Tag: co-design

Troubled families in Brighton

In response to the Government’s initiative on Troubled Families, Brighton & Hove Council and partners undertook a short and sharp scoping exercise on how they are need to move forward locally. Alongside in-house research, mapping of service provision and customer journey analysis, we were commissioned to review service delivery models and the associated evidence base on cost-effectiveness. This work featured a review of the ‘direction of travel’ in Community Budget areas and innovative approaches, along with commentary on evidence on cost-effectiveness and summaries of the evolving policy context and knowledge on ‘what works’ in working with families with multiple disadvantage. The review highlighted a number of key issues including:
  • finding the money to respond to central government’s offer of up to 40% costs – demanding a well-evidenced business case and means of ensuring fairer sharing of costs and benefits amongst local partners
  • strengthening mechanisms for reducing ‘flows’ of families from lower risk groups into situations requiring crisis/ high costs responses
  • integrating resources for tackling worklessness (Jobcentre Plus, ESF Families Programme, Work Programme)
  • exploring further how families themselves can shape provision and local communities play supportive roles
  • ensuring that the necessary skills, knowledge and expertise are in place: not just in working with families, but also in co-design, analysis and evaluation
  • translating the costs that are avoided into actual cashable efficiencies that contribute to savings or can be reinvested in activities offering better returns

Permanent link to this article: https://www.educe.co.uk/?p=282

Worklessness Co-Design

DWP have worked with local authorities, Jobcentre Plus and local partners in five areas to develop Co-Design Pilots, testing new solutions in tackling worklessness – in a world where local authorities are had to rethink their role, given much reduced resources and the advent of the Work Programme and Community Budgets. The pilots were in Birmingham, Bradford, Lewisham, South Tyneside and Swindon. New ways of working variously related to, eg, working with families; Jobcentre Plus outreach; key workers; personal budgets; social enterprise for employability; and employer engagement; and a youth employment campaign. On behalf of Local Government Improvement and Development – since absorbed within the Local Government Association, we supported the pilots and wider dissemination. We set out to:
  • bring together knowledge and learning from the pilots and parallel developments in other parts of the country
  • signpost relevant tools, research and evidence, eg, on customer insight, cost-benefit, and service design and innovation
  • highlighting policy developments which are shaping the future terrain
Resources from this work are available for download:
  • Customer insight and worklessness: recent contributions to knowledge, evidence and techniques relating to the needs and experiences of customers of worklessness services.
  • Cost benefit and value for money resources: materials designed to assist partners in assessing financial costs and benefits in planning and commissioning, business case preparation, evaluation, and so on. It goes beyond ‘worklessness’ in including relevant content on children and young people, health and crime reduction which matter when looking at wider social returns and potential savings to the public purse.
  • Evaluation checklist for worklessness co-design: a set of questions, developed for the  pilots to help them build in evaluation from the outset (content linked to the appendix in DWP’s interim report which provides a ‘light touch’ cost-benefit framework
  • Worklessness co-design pilots: what’s been tried elsewhere?: a briefing on local ‘pilots’ in other parts of the country that have used structured approaches to innovation. These include initiatives stemming from Total Place and programmes such as Family Intervention projects, Drug System Change and Child Poverty Pathfinders which explore similar themes and challenges.
  • Tools for worklessness co-design: signposts to tools supporting collaborative planning and commissioning, customer insight and behaviour change, and service redesign and innovation.
The final DWP Co-design report drew out achievements, lessons and next steps. It also included case studies on each of the pilots, a checklist for local authorities on working with JCP and Work Programme contractors, and an outline of what JCP bring to the partnership table.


Work request
Exclude the pictures, then quote exactly the lines from the one holding "Find the location" through the last line of the records.

[Stored data entries]
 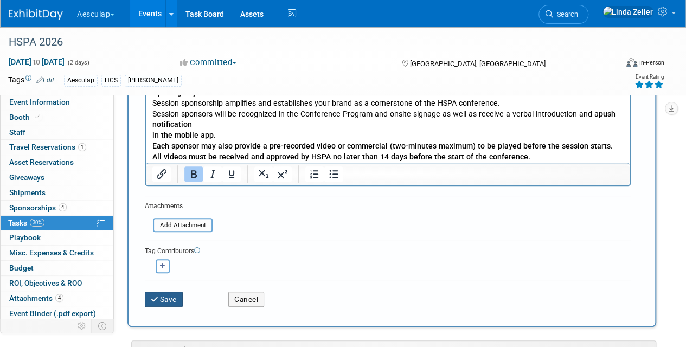 What do you see at coordinates (27, 192) in the screenshot?
I see `span: Shipments` at bounding box center [27, 192].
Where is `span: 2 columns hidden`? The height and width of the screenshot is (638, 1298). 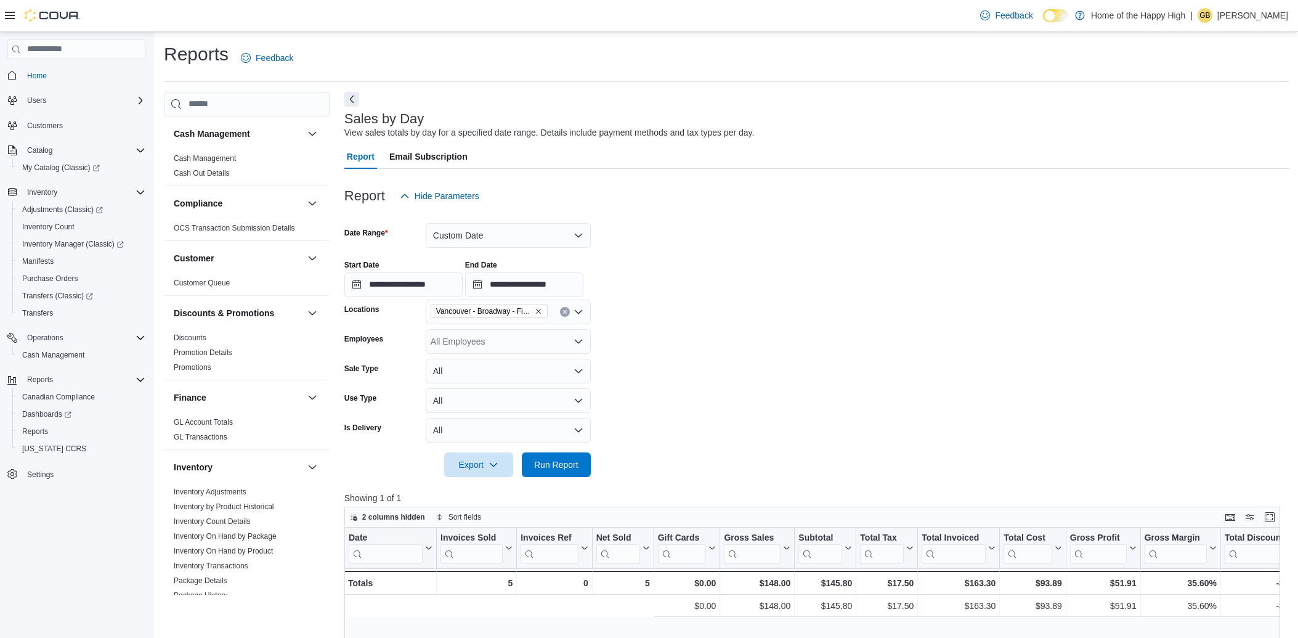 span: 2 columns hidden is located at coordinates (394, 517).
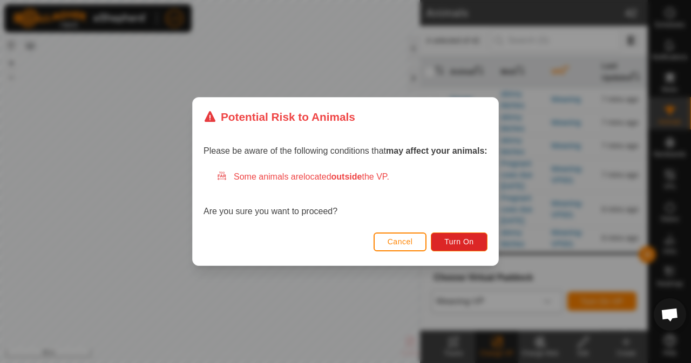  What do you see at coordinates (279, 117) in the screenshot?
I see `div: Potential Risk to Animals` at bounding box center [279, 117].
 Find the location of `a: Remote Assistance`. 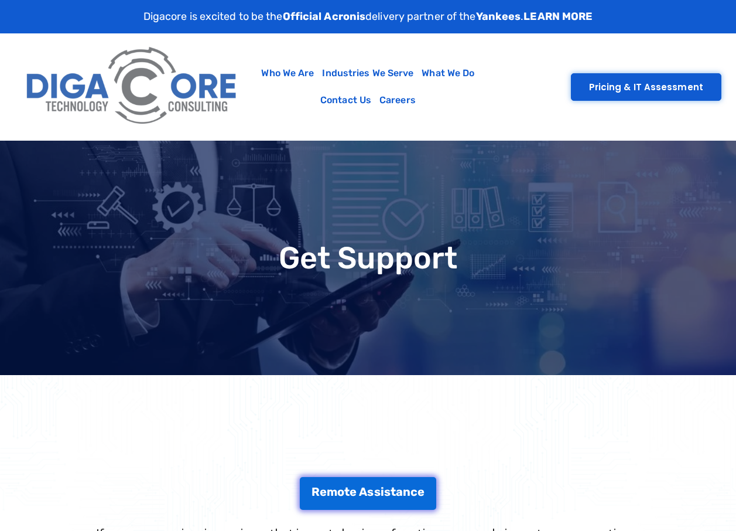

a: Remote Assistance is located at coordinates (368, 493).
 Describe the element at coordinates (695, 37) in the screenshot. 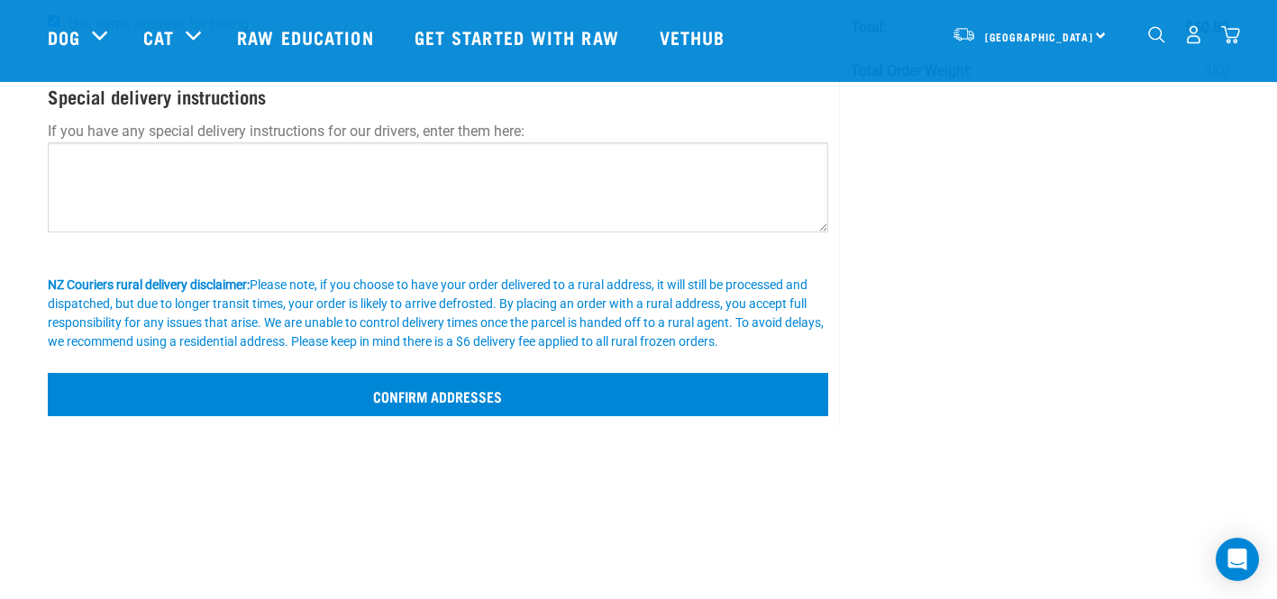

I see `a: Vethub` at that location.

Response to the task
 Find the location of `a: Remote Assistance`. 

a: Remote Assistance is located at coordinates (368, 493).
 Describe the element at coordinates (695, 37) in the screenshot. 

I see `a: Vethub` at that location.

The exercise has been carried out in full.